To yield thy muse just half-a-crown per line?
READER
I wonder whether Byron thought of HIMSELF as a poet at this point, thought of poetry as the arena where he would live his life. We must remember that "being a writer" was not then what it is now. It was an accomplishment of Ladies and gentlemen, perhaps...or it was a grubby little job of public entertainer. Poetry as existential vocation is an invention of the romantic age, and in temprement, at this point, Byron seems like a man out of his time...he belongs more to the world of Addison, Pope and Steele, than to that of Southey and Wordsworth...whose choice of vulgar subject matter is held up to withering aristocratic scorn.
BYRON
With eagle pinion soaring to the skies,
Behold the ballad-monger Southey rise !
Immortal hero ! all thy foes o'ercome,
For ever reign --- the rival of Tom Thumb !

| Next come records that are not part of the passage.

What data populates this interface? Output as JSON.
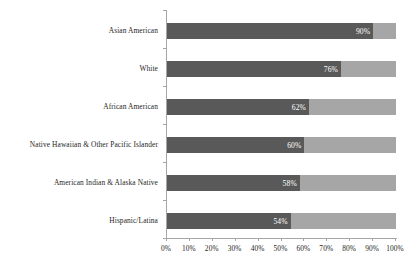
{
  "chart_data": {
    "type": "bar",
    "orientation": "horizontal",
    "stacked": true,
    "title": "",
    "subtitle": "",
    "xlabel": "",
    "ylabel": "",
    "xlim": [
      0,
      100
    ],
    "grid": false,
    "legend": null,
    "categories": [
      "Asian American",
      "White",
      "African American",
      "Native Hawaiian & Other Pacific Islander",
      "American Indian & Alaska Native",
      "Hispanic/Latina"
    ],
    "values": [
      90,
      76,
      62,
      60,
      58,
      54
    ],
    "data_labels": [
      "90%",
      "76%",
      "62%",
      "60%",
      "58%",
      "54%"
    ],
    "xticks": [
      0,
      10,
      20,
      30,
      40,
      50,
      60,
      70,
      80,
      90,
      100
    ],
    "xtick_labels": [
      "0%",
      "10%",
      "20%",
      "30%",
      "40%",
      "50%",
      "60%",
      "70%",
      "80%",
      "90%",
      "100%"
    ],
    "series": [
      {
        "name": "filled",
        "color": "#595959",
        "values": [
          90,
          76,
          62,
          60,
          58,
          54
        ]
      },
      {
        "name": "remainder",
        "color": "#a6a6a6",
        "values": [
          10,
          24,
          38,
          40,
          42,
          46
        ]
      }
    ]
  },
  "colors": {
    "bar_filled": "#595959",
    "bar_remainder": "#a6a6a6",
    "axis": "#a6a6a6",
    "label_text": "#262626",
    "value_text": "#ffffff",
    "background": "#ffffff"
  }
}
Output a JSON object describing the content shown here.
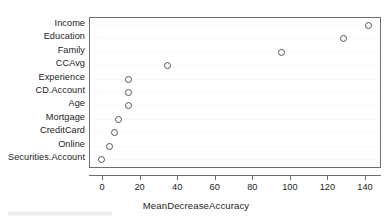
{
  "chart_data": {
    "type": "scatter",
    "title": "",
    "subtitle": "",
    "xlabel": "MeanDecreaseAccuracy",
    "ylabel": "",
    "grid": false,
    "legend": null,
    "xlim": [
      -6,
      146
    ],
    "xticks": [
      0,
      20,
      40,
      60,
      80,
      100,
      120,
      140
    ],
    "xticklabels": [
      "0",
      "20",
      "40",
      "60",
      "80",
      "100",
      "120",
      "140"
    ],
    "categories": [
      "Income",
      "Education",
      "Family",
      "CCAvg",
      "Experience",
      "CD.Account",
      "Age",
      "Mortgage",
      "CreditCard",
      "Online",
      "Securities.Account"
    ],
    "values": [
      141,
      128,
      95,
      34,
      13.5,
      13.5,
      13.5,
      8,
      6,
      3,
      -1
    ],
    "points": [
      {
        "label": "Income",
        "value": 141
      },
      {
        "label": "Education",
        "value": 128
      },
      {
        "label": "Family",
        "value": 95
      },
      {
        "label": "CCAvg",
        "value": 34
      },
      {
        "label": "Experience",
        "value": 13.5
      },
      {
        "label": "CD.Account",
        "value": 13.5
      },
      {
        "label": "Age",
        "value": 13.5
      },
      {
        "label": "Mortgage",
        "value": 8
      },
      {
        "label": "CreditCard",
        "value": 6
      },
      {
        "label": "Online",
        "value": 3
      },
      {
        "label": "Securities.Account",
        "value": -1
      }
    ],
    "marker": "open-circle",
    "colors": {
      "marker_stroke": "#555555",
      "axis": "#6e6e6e",
      "text": "#232323",
      "background": "#ffffff"
    }
  },
  "axis": {
    "x_title": "MeanDecreaseAccuracy",
    "tick_labels": [
      "0",
      "20",
      "40",
      "60",
      "80",
      "100",
      "120",
      "140"
    ]
  },
  "y_axis": {
    "labels": [
      "Income",
      "Education",
      "Family",
      "CCAvg",
      "Experience",
      "CD.Account",
      "Age",
      "Mortgage",
      "CreditCard",
      "Online",
      "Securities.Account"
    ]
  }
}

Next comes the dull disciple of thy school,
That mild apostate from poetic rule,
The simple Wordsworth, framer of a lay
As soft as evening in his favorite May,
when he tells the tale of Betty Foy,
The idiot mother of "an idiot boy;"
A moon-struck, silly lad, who lost his way,
And like his bard, confounded night with day;
So close on each pathetic part he dwells,
And each adventure so sublimely tells,
That all who view the "idiot in his glory"
Conceive the bard the hero of the story.
READER
I must confess that as a student, when I first encountered this Byron, Byron the classical reactionary, I was little inclined to read further. I loved Wordsworth...I loved his conscience...his seriousness...I was as serious as a deacon myself...which I suppose makes the point, that Byron the poet could not exist for me, until my existence was open to him...
For one thing, these days, as a public writer myself, I can enjoy his advice to critics...
BYRON
Fear not to lie, 't will seem a sharper hit;
Shrink not from blasphemy, 't will pass for wit;
Care not for feeling --- pass your proper jest,
And stand a critic, hated yet caresss'd.
READER
But if Byron had stopped here, as was entirely possible before his discovery of himself as a poet on his European journey soon after, then he would be remembered as an critic, albeit an unusually witty and careless one.
BYRON
Sonnets on sonnets crowd, and ode on ode;
And tales of terror jostle on the road;
What varied wonders tempt us as they pass;
The cow-pox, tractors, galvanism, and gas,
In turns appear, to make the vulgar stare,
Till the swoln bubble bursts --- and all is air !
These are the themes that claim our plaudits now;
These are the bards to whom the muse must bow;
While Milton, Dryden, Pope, alike forgot,
Resign their hallow'd bays to Walter Scott.
READER
But it was Byron's having a pop at the Edinburgh review, that Whiggish success story to which Murray put up a Tory , rival and competitor, that first brought his Lordship to Murray's attention, perhaps prompting him to read the manuscript that Byron produced when he returned from his travels, and which transformed both their lives. Partly for local reference, here's a sample...
BYRON
Dark roll'd the sympathetic waves of Forth,
Low groan'd the startled whirlwinds of the north;
Strew'd were the streets around with milk-white reams,
Flow'd all the Cannongate with inky streams;
Arthur's steep summit nodded to its base,
The surly Tolbooth scarcely kept her place.
For long as Albion's heedless sons submit,
Or Scottish taste decides on English wit,
So long shall last thine unmolested reign
Nor any dare to take thy name in vain.
READER
I think Murray probably enjoyed that. But no more thought than Byron did that they were shortly to create something quite unprecedented between them...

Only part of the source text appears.